Key results include:

  • High-frequency policy robustness: Naive binning fails on tasks >20 Hz; FAST maintains low reconstruction MSE up to 800 Hz.
  • Sample and compute efficiency: On Table Bussing, π₀+FAST achieves 90%90\% task success in 1/3\sim1/3 the updates required by diffusion π₀; in large-scale multitask learning (10k hours), π₀+FAST matches the final performance of diffusion models at 5×5\times less GPU compute.
  • Zero-shot generalization: π₀+FAST attains 60%\sim60\% average rubric score in first-ever zero-shot evaluation on unseen DROID environments, outperforming prior supervised baselines (Pertsch et al., 16 Jan 2025).

6. Design Considerations and Ablation Analyses

  • Chunk Length: 1-second chunks offer a balance between compression and long-horizon consistency. Shorter chunks slightly reduce token count, but degrade temporal coherence.
  • Flattening Order: "Column-first" (interleaving dimensions per frequency) yields superior rollout stability versus row-first ordering.
  • BPE Ablation: Direct tokenization of each quantized coefficient without BPE still compresses but results in 5×\approx5\times more tokens—primarily zeros—thus harming sample efficiency.
  • Control Frequency: FAST consistently maintains low reconstruction MSE from 25 to 800 Hz; naive binning incurs rapidly deteriorating performance above 100 Hz.
  • Inference Latency: Per-chunk autoregressive decoding requires \sim750 ms for 30–60 tokens, compared to 100 ms for diffusion π₀; further acceleration is possible via speculative decoding or quantized kernels.

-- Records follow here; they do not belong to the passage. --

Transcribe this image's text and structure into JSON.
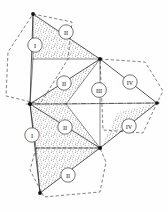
{
  "figure": {
    "background_color": "#fefefe",
    "line_color": "#1d1d1d",
    "stipple_color": "#4a4a4a",
    "width": 168,
    "height": 212
  },
  "labels": [
    {
      "id": "label-1",
      "text": "I",
      "cx": 35,
      "cy": 45,
      "r": 7.2
    },
    {
      "id": "label-2",
      "text": "II",
      "cx": 66,
      "cy": 32,
      "r": 7.2
    },
    {
      "id": "label-3",
      "text": "II",
      "cx": 64,
      "cy": 83,
      "r": 7.2
    },
    {
      "id": "label-4",
      "text": "III",
      "cx": 99,
      "cy": 90,
      "r": 7.4
    },
    {
      "id": "label-5",
      "text": "IV",
      "cx": 130,
      "cy": 82,
      "r": 7.2
    },
    {
      "id": "label-6",
      "text": "I",
      "cx": 32,
      "cy": 135,
      "r": 7.2
    },
    {
      "id": "label-7",
      "text": "II",
      "cx": 65,
      "cy": 127,
      "r": 7.2
    },
    {
      "id": "label-8",
      "text": "IV",
      "cx": 129,
      "cy": 126,
      "r": 7.2
    },
    {
      "id": "label-9",
      "text": "II",
      "cx": 68,
      "cy": 175,
      "r": 7.2
    }
  ],
  "vertices": [
    {
      "id": "v-top",
      "x": 33,
      "y": 14
    },
    {
      "id": "v-left",
      "x": 30,
      "y": 104
    },
    {
      "id": "v-upper-center",
      "x": 100,
      "y": 59
    },
    {
      "id": "v-lower-center",
      "x": 100,
      "y": 148
    },
    {
      "id": "v-right",
      "x": 157,
      "y": 103
    },
    {
      "id": "v-bottom",
      "x": 40,
      "y": 193
    },
    {
      "id": "v-mid-upper",
      "x": 33,
      "y": 59
    },
    {
      "id": "v-mid-lower",
      "x": 36,
      "y": 148
    },
    {
      "id": "v-center",
      "x": 66,
      "y": 104
    }
  ],
  "facets": {
    "plain": [
      {
        "id": "facet-I-upper",
        "points": "33,14 33,59 30,104"
      },
      {
        "id": "facet-I-lower",
        "points": "30,104 36,148 40,193"
      },
      {
        "id": "facet-III-upper",
        "points": "100,59 66,104 100,148"
      },
      {
        "id": "facet-IV-wedge",
        "points": "100,59 157,103 100,148"
      }
    ],
    "stippled": [
      {
        "id": "facet-II-top",
        "points": "33,14 100,59 33,59"
      },
      {
        "id": "facet-II-mid-upper",
        "points": "30,104 100,59 66,104"
      },
      {
        "id": "facet-II-mid-lower",
        "points": "30,104 66,104 100,148 36,148"
      },
      {
        "id": "facet-II-bottom",
        "points": "36,148 100,148 40,193"
      },
      {
        "id": "facet-IV-lower",
        "points": "100,148 157,103 100,59"
      }
    ]
  },
  "solid_edges": [
    {
      "id": "edge-top-upper-center",
      "points": "33,14 100,59"
    },
    {
      "id": "edge-top-midupper",
      "points": "33,14 33,59"
    },
    {
      "id": "edge-top-left",
      "points": "33,14 30,104"
    },
    {
      "id": "edge-midupper-left",
      "points": "33,59 30,104"
    },
    {
      "id": "edge-midupper-uc",
      "points": "33,59 100,59"
    },
    {
      "id": "edge-left-uc",
      "points": "30,104 100,59"
    },
    {
      "id": "edge-left-center",
      "points": "30,104 66,104"
    },
    {
      "id": "edge-center-right",
      "points": "66,104 157,103"
    },
    {
      "id": "edge-uc-center",
      "points": "100,59 66,104"
    },
    {
      "id": "edge-uc-right",
      "points": "100,59 157,103"
    },
    {
      "id": "edge-uc-lc",
      "points": "100,59 100,148"
    },
    {
      "id": "edge-left-lc",
      "points": "30,104 100,148"
    },
    {
      "id": "edge-center-lc",
      "points": "66,104 100,148"
    },
    {
      "id": "edge-left-midlower",
      "points": "30,104 36,148"
    },
    {
      "id": "edge-midlower-lc",
      "points": "36,148 100,148"
    },
    {
      "id": "edge-left-bottom",
      "points": "30,104 40,193"
    },
    {
      "id": "edge-midlower-bottom",
      "points": "36,148 40,193"
    },
    {
      "id": "edge-bottom-lc",
      "points": "40,193 100,148"
    },
    {
      "id": "edge-lc-right",
      "points": "100,148 157,103"
    }
  ],
  "dashed_hexagons": [
    {
      "id": "hex-left",
      "points": "33,14 72,22 68,59 40,104 6,96 8,52"
    },
    {
      "id": "hex-right",
      "points": "100,59 145,62 163,91 157,103 143,133 103,130"
    },
    {
      "id": "hex-bottom",
      "points": "36,148 100,148 106,162 100,192 44,197 30,170"
    }
  ],
  "axis_lines": [
    {
      "id": "axis-horizontal",
      "points": "26,104 161,103"
    }
  ]
}
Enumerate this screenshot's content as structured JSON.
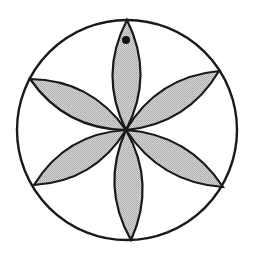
{
  "figure": {
    "colors": {
      "background": "#ffffff",
      "stroke": "#1a1a1a",
      "petal_fill": "#c9c9c9",
      "dot": "#111111"
    },
    "circle": {
      "cx": 127,
      "cy": 130,
      "r": 110
    },
    "center": {
      "x": 126,
      "y": 130
    },
    "petals": [
      {
        "name": "top",
        "tip": [
          127,
          20
        ],
        "c1": [
          154.5,
          75.3
        ],
        "c2": [
          98.5,
          74.7
        ]
      },
      {
        "name": "upper-right",
        "tip": [
          219,
          71
        ],
        "c1": [
          187.5,
          124.2
        ],
        "c2": [
          157.5,
          76.8
        ]
      },
      {
        "name": "lower-right",
        "tip": [
          223,
          187
        ],
        "c1": [
          160.3,
          182.6
        ],
        "c2": [
          188.7,
          134.4
        ]
      },
      {
        "name": "bottom",
        "tip": [
          131,
          240
        ],
        "c1": [
          100.5,
          186.3
        ],
        "c2": [
          156.5,
          183.7
        ]
      },
      {
        "name": "lower-left",
        "tip": [
          34,
          185
        ],
        "c1": [
          65.6,
          133.5
        ],
        "c2": [
          94.4,
          181.5
        ]
      },
      {
        "name": "upper-left",
        "tip": [
          30,
          79
        ],
        "c1": [
          91.1,
          79.8
        ],
        "c2": [
          64.9,
          129.2
        ]
      }
    ],
    "dot": {
      "cx": 126,
      "cy": 40,
      "r": 4
    }
  }
}
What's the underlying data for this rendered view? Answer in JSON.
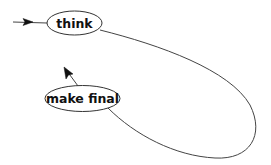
{
  "diagram": {
    "type": "state-machine",
    "nodes": [
      {
        "id": "think",
        "label": "think"
      },
      {
        "id": "make_final",
        "label": "make final"
      }
    ],
    "edges": [
      {
        "from": "start",
        "to": "think",
        "kind": "initial-arrow"
      },
      {
        "from": "think",
        "to": "make_final",
        "kind": "loop-curve"
      },
      {
        "from": "make_final",
        "to": "exit",
        "kind": "outgoing-arrow"
      }
    ]
  }
}
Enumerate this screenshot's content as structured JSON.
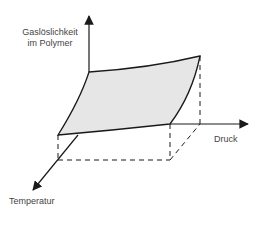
{
  "diagram": {
    "type": "3d-surface-sketch",
    "axes": {
      "vertical": {
        "label_line1": "Gaslöslichkeit",
        "label_line2": "im Polymer"
      },
      "horizontal": {
        "label": "Druck"
      },
      "depth": {
        "label": "Temperatur"
      }
    },
    "colors": {
      "surface_fill": "#e6e6e6",
      "line": "#1a1a1a",
      "text": "#444444"
    }
  }
}
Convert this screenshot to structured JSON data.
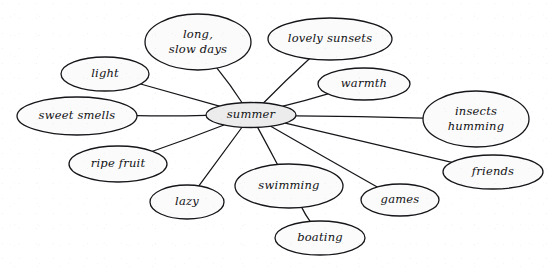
{
  "diagram": {
    "type": "concept-web",
    "title": "summer",
    "background_color": "#ffffff",
    "line_color": "#16161a",
    "central_fill": "#ececec",
    "satellite_fill": "#fbfbfb",
    "style": "hand-drawn cursive",
    "central_node": {
      "id": "summer",
      "label": "summer",
      "lines": [
        "summer"
      ],
      "cx": 251,
      "cy": 115,
      "rx": 45,
      "ry": 12.5
    },
    "nodes": [
      {
        "id": "long-slow-days",
        "label": "long, slow days",
        "lines": [
          "long,",
          "slow days"
        ],
        "cx": 198,
        "cy": 42,
        "rx": 53,
        "ry": 28,
        "parent": "summer"
      },
      {
        "id": "lovely-sunsets",
        "label": "lovely sunsets",
        "lines": [
          "lovely sunsets"
        ],
        "cx": 330,
        "cy": 39,
        "rx": 62,
        "ry": 21,
        "parent": "summer"
      },
      {
        "id": "light",
        "label": "light",
        "lines": [
          "light"
        ],
        "cx": 105,
        "cy": 74,
        "rx": 44,
        "ry": 17,
        "parent": "summer"
      },
      {
        "id": "sweet-smells",
        "label": "sweet smells",
        "lines": [
          "sweet smells"
        ],
        "cx": 77,
        "cy": 116,
        "rx": 60,
        "ry": 19,
        "parent": "summer"
      },
      {
        "id": "warmth",
        "label": "warmth",
        "lines": [
          "warmth"
        ],
        "cx": 364,
        "cy": 84,
        "rx": 46,
        "ry": 16,
        "parent": "summer"
      },
      {
        "id": "insects-humming",
        "label": "insects humming",
        "lines": [
          "insects",
          "humming"
        ],
        "cx": 476,
        "cy": 119,
        "rx": 53,
        "ry": 28,
        "parent": "summer"
      },
      {
        "id": "ripe-fruit",
        "label": "ripe fruit",
        "lines": [
          "ripe fruit"
        ],
        "cx": 118,
        "cy": 164,
        "rx": 49,
        "ry": 18,
        "parent": "summer"
      },
      {
        "id": "lazy",
        "label": "lazy",
        "lines": [
          "lazy"
        ],
        "cx": 187,
        "cy": 202,
        "rx": 37,
        "ry": 17,
        "parent": "summer"
      },
      {
        "id": "swimming",
        "label": "swimming",
        "lines": [
          "swimming"
        ],
        "cx": 289,
        "cy": 186,
        "rx": 54,
        "ry": 22,
        "parent": "summer"
      },
      {
        "id": "boating",
        "label": "boating",
        "lines": [
          "boating"
        ],
        "cx": 320,
        "cy": 238,
        "rx": 45,
        "ry": 17,
        "parent": "swimming"
      },
      {
        "id": "games",
        "label": "games",
        "lines": [
          "games"
        ],
        "cx": 400,
        "cy": 200,
        "rx": 39,
        "ry": 16,
        "parent": "summer"
      },
      {
        "id": "friends",
        "label": "friends",
        "lines": [
          "friends"
        ],
        "cx": 493,
        "cy": 172,
        "rx": 50,
        "ry": 17,
        "parent": "summer"
      }
    ],
    "edges": [
      {
        "id": "edge-summer-long-slow-days",
        "from": "summer",
        "to": "long-slow-days"
      },
      {
        "id": "edge-summer-lovely-sunsets",
        "from": "summer",
        "to": "lovely-sunsets"
      },
      {
        "id": "edge-summer-light",
        "from": "summer",
        "to": "light"
      },
      {
        "id": "edge-summer-sweet-smells",
        "from": "summer",
        "to": "sweet-smells"
      },
      {
        "id": "edge-summer-warmth",
        "from": "summer",
        "to": "warmth"
      },
      {
        "id": "edge-summer-insects-humming",
        "from": "summer",
        "to": "insects-humming"
      },
      {
        "id": "edge-summer-ripe-fruit",
        "from": "summer",
        "to": "ripe-fruit"
      },
      {
        "id": "edge-summer-lazy",
        "from": "summer",
        "to": "lazy"
      },
      {
        "id": "edge-summer-swimming",
        "from": "summer",
        "to": "swimming"
      },
      {
        "id": "edge-summer-games",
        "from": "summer",
        "to": "games"
      },
      {
        "id": "edge-summer-friends",
        "from": "summer",
        "to": "friends"
      },
      {
        "id": "edge-swimming-boating",
        "from": "swimming",
        "to": "boating"
      }
    ]
  }
}
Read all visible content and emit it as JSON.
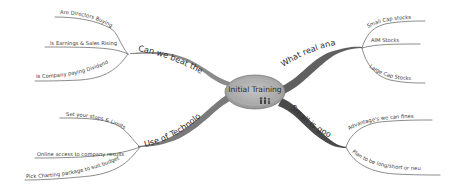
{
  "center": {
    "label": "Initial Training",
    "icon": "people-icon",
    "fill": "#a9a9a9"
  },
  "colors": {
    "branch": "#6a6a6a",
    "branch_dark": "#555555",
    "sub_line": "#7a7a7a",
    "text": "#333333"
  },
  "branches": [
    {
      "id": "beat-pros",
      "label": "Can we beat the pros",
      "children": [
        {
          "label": "Are Directors Buying"
        },
        {
          "label": "Is Earnings & Sales Rising"
        },
        {
          "label": "Is Company paying Dividend"
        }
      ]
    },
    {
      "id": "technology",
      "label": "Use of Technology",
      "children": [
        {
          "label": "Set your stops & Limits"
        },
        {
          "label": "Online access to company results"
        },
        {
          "label": "Pick Charting package to suit budget"
        }
      ]
    },
    {
      "id": "real-analysis",
      "label": "What real analysis",
      "children": [
        {
          "label": "Small Cap stocks"
        },
        {
          "label": "AIM Stocks"
        },
        {
          "label": "Large Cap Stocks"
        }
      ]
    },
    {
      "id": "small-good",
      "label": "Small is good",
      "children": [
        {
          "label": "Advantage's we can finesse"
        },
        {
          "label": "Plan to be long/short or neutral"
        }
      ]
    }
  ]
}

7. Summary and Significance

FAST provides a DCT-quantization–BPE pipeline for transforming continuous robot trajectories into discrete, compact token sequences that are invertible and tunable. By alleviating the vanishing-information problem associated with naive discretizations and reducing the required autoregressive horizon, FAST enables efficient and scalable work with off-the-shelf vision-language Transformers in robotic control. The methodology supports broad applicability across robot morphologies and control frequencies, as demonstrated by the universal FAST⁺ tokenizer and its empirical performance on challenging dexterous and long-horizon tasks (Pertsch et al., 16 Jan 2025).